Breaking News & Views for the Progressive Community
We Can't Do It Without You!  
     
Home | About Us | Donate | Signup | Archives | Search
   
 
   Headlines  
 

Printer Friendly Version E-Mail This Article
 
 
US 'Intoxicated' by Power: Gorbachev
Published on Monday, April 3, 2006 by the Agence France Presse
US 'Intoxicated' by Power: Gorbachev
 


Mikhail Gorbachev, former Soviet President listens, December 2005, in Rennes, northern France. Gorbachev, who triggered the demise of the Soviet Union's Communist empire, said in an interview that the United States was "intoxicated" by its power and should not impose its will on others.(AFP/File/Fred Dufour)
Former Soviet leader Mikhail Gorbachev, who triggered the demise of the Soviet Union's Communist empire, said in an interview that the United States was "intoxicated" by its power and should not impose its will on others.

"This talk of pre-emptive strikes, of ignoring the UN Security Council and international legal obligations -- all this is leading toward a dark night," Gorbachev told Time magazine.

"I think some people may be pushing president Bush in the wrong direction," he said of the US leader.

"America is intoxicated by its position as the world's only superpower. It wants to impose its will.

"But America needs to get over that. It has responsibilities as well as power. I say this as a good friend of America," said Gorbachev Sunday, who considered his US contemporary, president Ronald Reagan, a friend as well, and attended his funeral.

The former Soviet president, 75, was in the United States last week to promote his book on the history of his government's reforms.

© 2006 AFP

###

Printer Friendly Version E-Mail This Article

 
     
 
 

CommonDreams.org is an Internet-based progressive news and grassroots activism organization, founded in 1997.
We are a nonprofit, progressive, independent and nonpartisan organization.

Home | About Us | Donate | Signup | Archives | Search

To inform. To inspire. To ignite change for the common good.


_Task to complete_
The expected output is the line with "Find the location of a particular element. The width" followed by every remaining line of the entries, all repeated exactly.

_Stored data entries_

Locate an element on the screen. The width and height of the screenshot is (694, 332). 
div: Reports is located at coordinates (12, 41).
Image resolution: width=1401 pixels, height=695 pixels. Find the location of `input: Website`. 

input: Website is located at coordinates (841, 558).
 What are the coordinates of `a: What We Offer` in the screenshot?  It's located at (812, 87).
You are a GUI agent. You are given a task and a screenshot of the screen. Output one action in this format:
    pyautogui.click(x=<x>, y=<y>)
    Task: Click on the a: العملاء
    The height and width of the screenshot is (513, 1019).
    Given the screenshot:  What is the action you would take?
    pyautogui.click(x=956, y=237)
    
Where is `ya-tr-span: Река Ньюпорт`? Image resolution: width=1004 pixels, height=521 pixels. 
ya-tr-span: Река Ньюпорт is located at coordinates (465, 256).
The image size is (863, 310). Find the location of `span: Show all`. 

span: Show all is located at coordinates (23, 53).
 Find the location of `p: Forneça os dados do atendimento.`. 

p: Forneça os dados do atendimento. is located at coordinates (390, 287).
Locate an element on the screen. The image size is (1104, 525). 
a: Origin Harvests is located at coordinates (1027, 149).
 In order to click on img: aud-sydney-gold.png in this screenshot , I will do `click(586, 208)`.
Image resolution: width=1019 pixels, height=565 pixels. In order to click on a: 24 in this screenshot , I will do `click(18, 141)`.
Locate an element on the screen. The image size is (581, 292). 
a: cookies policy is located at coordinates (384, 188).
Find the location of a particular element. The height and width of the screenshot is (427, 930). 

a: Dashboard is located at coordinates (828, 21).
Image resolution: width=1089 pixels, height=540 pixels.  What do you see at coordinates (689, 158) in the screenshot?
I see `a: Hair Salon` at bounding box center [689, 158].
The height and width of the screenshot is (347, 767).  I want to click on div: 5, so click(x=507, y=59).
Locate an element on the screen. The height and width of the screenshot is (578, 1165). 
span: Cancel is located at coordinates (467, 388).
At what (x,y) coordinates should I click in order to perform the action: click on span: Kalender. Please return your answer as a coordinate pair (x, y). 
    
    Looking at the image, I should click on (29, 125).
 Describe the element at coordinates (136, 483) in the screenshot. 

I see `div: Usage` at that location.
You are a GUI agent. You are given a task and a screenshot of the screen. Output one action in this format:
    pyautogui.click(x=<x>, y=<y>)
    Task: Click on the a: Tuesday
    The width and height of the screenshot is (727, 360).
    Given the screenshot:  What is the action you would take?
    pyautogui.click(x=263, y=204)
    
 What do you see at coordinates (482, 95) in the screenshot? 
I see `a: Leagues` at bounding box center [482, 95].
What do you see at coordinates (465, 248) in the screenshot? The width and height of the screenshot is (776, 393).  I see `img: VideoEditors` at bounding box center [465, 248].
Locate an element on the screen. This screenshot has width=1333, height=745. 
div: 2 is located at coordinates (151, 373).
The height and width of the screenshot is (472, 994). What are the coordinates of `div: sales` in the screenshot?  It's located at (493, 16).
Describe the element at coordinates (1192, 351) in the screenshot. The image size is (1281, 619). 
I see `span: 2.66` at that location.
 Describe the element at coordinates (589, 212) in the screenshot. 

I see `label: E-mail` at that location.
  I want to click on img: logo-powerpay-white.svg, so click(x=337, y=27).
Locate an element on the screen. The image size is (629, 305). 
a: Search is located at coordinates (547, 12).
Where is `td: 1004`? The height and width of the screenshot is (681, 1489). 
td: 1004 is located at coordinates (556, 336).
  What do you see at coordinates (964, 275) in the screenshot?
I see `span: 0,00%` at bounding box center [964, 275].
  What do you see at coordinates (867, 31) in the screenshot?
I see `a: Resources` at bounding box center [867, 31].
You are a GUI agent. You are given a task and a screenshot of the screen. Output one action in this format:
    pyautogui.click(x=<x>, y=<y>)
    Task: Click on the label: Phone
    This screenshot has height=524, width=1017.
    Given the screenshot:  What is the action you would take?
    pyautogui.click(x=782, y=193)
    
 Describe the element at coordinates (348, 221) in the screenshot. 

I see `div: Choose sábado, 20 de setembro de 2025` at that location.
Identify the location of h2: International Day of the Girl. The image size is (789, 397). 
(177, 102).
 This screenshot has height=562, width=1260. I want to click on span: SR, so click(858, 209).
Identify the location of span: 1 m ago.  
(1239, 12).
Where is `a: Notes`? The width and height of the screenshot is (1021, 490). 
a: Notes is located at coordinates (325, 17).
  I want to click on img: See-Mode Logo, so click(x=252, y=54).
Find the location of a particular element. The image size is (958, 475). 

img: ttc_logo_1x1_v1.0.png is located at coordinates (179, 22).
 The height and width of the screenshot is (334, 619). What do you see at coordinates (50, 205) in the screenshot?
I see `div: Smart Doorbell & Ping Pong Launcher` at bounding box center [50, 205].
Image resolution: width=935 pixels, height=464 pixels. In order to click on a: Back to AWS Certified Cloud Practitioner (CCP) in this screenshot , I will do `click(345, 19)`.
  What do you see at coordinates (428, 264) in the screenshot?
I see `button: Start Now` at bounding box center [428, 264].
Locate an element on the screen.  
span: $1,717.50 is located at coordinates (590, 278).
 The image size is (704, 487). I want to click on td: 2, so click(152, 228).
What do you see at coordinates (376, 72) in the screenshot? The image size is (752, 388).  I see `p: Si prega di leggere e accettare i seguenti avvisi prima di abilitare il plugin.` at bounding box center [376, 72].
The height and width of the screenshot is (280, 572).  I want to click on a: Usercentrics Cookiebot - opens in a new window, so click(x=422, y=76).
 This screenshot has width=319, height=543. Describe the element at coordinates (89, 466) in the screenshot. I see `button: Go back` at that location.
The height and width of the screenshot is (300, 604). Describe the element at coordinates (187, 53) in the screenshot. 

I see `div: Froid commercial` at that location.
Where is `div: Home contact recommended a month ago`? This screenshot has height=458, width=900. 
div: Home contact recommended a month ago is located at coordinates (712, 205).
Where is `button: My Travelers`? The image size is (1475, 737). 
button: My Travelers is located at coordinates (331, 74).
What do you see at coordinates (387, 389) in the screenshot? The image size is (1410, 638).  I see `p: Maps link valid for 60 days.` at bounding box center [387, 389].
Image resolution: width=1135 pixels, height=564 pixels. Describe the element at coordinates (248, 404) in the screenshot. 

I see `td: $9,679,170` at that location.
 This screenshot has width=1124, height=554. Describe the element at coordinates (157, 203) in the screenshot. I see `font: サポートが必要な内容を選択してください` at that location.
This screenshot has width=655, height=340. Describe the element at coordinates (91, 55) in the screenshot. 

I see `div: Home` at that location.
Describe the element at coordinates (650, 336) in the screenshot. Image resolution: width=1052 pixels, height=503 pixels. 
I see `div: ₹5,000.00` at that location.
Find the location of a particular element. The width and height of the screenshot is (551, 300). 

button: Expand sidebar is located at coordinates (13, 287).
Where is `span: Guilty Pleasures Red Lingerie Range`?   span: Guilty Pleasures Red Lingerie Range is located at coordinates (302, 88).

_Result_
Find the location of a particular element. The width and height of the screenshot is (551, 300). 

button: Expand sidebar is located at coordinates (13, 287).
Where is `span: Guilty Pleasures Red Lingerie Range`?   span: Guilty Pleasures Red Lingerie Range is located at coordinates (302, 88).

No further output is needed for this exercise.